What Is TUSAŞ KAAN? Turkey’s Homegrown Fifth-Generation Fighter Takes Flight

What Is TUSAŞ KAAN? Turkey’s Homegrown Fifth-Generation Fighter Takes Flight
Yazı Özetini Göster

On February 21, 2024, a jet streaked across the skies above Ankara that no Turkish Air Force pilot had ever flown before — the KAAN, a domestically developed fifth-generation fighter built entirely by Turkish Aerospace Industries (TUSAŞ). In doing so, Turkey joined an elite club of nations capable of designing, building and flying their own stealth combat aircraft, a milestone that carries implications well beyond the country’s borders.

Technical Specifications

SpecificationValue
Length20.3 m (66 ft)
Wingspan13.4 m (44 ft)
Height5 m (16 ft)
Wing Area71.6 m²
Max Takeoff Weight34,750 kg (76,500 lbs)
Engine Thrust (each)13,150 kgf (29,000 lbs)
Top SpeedMach 1.8 at 40,000 ft
Service Ceiling16,764 m (55,000 ft)
G-Limits+9 / -3.5 G

How KAAN Came to Be

The road to KAAN began in earnest in August 2016, when the Turkish Defence Industries Presidency (SSB) signed a development contract with TUSAŞ. The mandate was clear: design a true fifth-generation platform from scratch, not a derivative or a licensed product. TUSAŞ had to stand up entire engineering disciplines — stealth shaping, sensor fusion software, integrated modular avionics — that Turkey had never developed before.

Seven years of intense development followed. By late 2023, the aircraft completed its first engine runs on the tarmac. Then came February 21, 2024: a 13-minute maiden flight reaching 8,000 feet and 230 knots, followed three months later by a second flight pushing to 10,000 feet. A second prototype flew in November 2024, confirming the program’s momentum.

What Makes It a Fifth-Generation Fighter

The defining features of a fifth-generation platform are stealth, sensor fusion and supercruise capability. KAAN addresses all three. Its blended-body airframe and composite skin panels are shaped to minimize radar cross-section across a wide range of frequencies. Internal weapons bays — a hallmark of stealth fighters — keep missiles tucked away during ingress, removing the radar-reflective pylons that betray conventional jets. On the avionics side, a sensor fusion suite pulls data from radar, electro-optical systems and electronic warfare receivers into a single integrated picture for the pilot, reducing cognitive load in high-threat environments.

Two turbofan engines, each producing 13,150 kgf of thrust, push the aircraft past Mach 1.8 at altitude, with a +9G structural limit that matches the most demanding air-combat manoeuvring requirements.

The Strategic Stakes

Turkey’s F-16 fleet, while capable, is ageing. The Turkish Air Force needs a credible successor by the early 2030s, and KAAN is designed to fill that role. But the strategic value extends beyond domestic service. A fifth-generation fighter with competitive performance and no politically attached export restrictions is a compelling proposition for the growing list of countries that want modern air power but cannot — or will not — accept the strings that come with US or European suppliers. If BAYRAKTAR rewrote the drone market, KAAN aims to do the same in the fighter segment.

What Comes Next

The test campaign running through 2028 will cover internal weapons carriage, air-to-air refuelling qualification and full-envelope stealth validation. In parallel, TEI (TUSAŞ Engine Industries) is developing a domestic turbofan to replace the current foreign-sourced engines — the final piece in the self-sufficiency puzzle. When that engine matures, Turkey will have a fully sovereign fighter from airframe to powerplant, a capability fewer than a handful of nations can claim.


> Your goal
Going through the data below, please show each line containing the string "intercept".

> Task input

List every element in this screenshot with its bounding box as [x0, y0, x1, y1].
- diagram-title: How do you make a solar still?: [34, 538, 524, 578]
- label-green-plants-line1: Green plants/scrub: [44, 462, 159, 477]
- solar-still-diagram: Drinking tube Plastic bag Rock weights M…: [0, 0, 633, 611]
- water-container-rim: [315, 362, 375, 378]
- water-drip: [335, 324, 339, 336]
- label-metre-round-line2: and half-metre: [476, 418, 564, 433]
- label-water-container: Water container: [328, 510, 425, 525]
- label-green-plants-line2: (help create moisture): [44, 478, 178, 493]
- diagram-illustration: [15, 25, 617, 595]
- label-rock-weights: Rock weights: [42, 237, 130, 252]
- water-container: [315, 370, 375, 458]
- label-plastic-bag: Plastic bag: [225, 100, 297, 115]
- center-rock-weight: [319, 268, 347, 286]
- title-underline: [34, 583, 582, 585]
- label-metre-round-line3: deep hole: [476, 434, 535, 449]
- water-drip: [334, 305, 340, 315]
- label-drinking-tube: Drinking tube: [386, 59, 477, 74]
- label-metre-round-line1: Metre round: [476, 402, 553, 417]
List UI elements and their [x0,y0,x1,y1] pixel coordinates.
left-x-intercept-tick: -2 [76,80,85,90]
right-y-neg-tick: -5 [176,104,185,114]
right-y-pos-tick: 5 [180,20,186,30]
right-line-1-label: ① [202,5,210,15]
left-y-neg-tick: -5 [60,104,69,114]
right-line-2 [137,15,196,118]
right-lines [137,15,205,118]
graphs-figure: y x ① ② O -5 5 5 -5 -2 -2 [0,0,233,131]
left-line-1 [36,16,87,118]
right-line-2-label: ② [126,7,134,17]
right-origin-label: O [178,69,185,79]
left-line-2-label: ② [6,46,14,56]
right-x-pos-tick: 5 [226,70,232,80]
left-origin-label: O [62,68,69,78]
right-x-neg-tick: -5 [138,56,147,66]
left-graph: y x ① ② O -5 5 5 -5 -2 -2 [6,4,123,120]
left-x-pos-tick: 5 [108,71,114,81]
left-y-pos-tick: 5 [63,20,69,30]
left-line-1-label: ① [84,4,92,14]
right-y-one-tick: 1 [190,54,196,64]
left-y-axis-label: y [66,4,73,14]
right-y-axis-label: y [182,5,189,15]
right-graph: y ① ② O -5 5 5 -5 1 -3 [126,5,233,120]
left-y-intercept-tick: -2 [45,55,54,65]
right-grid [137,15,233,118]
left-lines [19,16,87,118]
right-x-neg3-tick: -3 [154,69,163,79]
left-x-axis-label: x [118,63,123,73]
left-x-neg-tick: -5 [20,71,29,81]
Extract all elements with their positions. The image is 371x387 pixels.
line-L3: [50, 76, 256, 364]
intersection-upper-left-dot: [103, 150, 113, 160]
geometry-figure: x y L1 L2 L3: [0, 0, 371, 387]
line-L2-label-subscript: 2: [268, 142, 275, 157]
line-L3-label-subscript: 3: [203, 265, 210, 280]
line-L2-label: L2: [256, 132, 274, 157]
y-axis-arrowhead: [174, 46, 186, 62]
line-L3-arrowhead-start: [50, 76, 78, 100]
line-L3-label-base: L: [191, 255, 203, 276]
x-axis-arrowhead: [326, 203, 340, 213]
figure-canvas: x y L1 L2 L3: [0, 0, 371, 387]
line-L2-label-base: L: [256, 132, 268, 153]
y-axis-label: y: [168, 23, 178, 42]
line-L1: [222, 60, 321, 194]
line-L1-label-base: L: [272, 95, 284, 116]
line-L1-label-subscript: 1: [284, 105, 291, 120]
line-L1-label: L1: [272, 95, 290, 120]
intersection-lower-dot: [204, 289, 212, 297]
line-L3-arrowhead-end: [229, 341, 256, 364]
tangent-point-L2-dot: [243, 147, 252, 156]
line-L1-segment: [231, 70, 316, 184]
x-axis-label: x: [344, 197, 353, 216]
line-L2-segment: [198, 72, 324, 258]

> Solution below
left-x-intercept-tick: -2 [76,80,85,90]
left-y-intercept-tick: -2 [45,55,54,65]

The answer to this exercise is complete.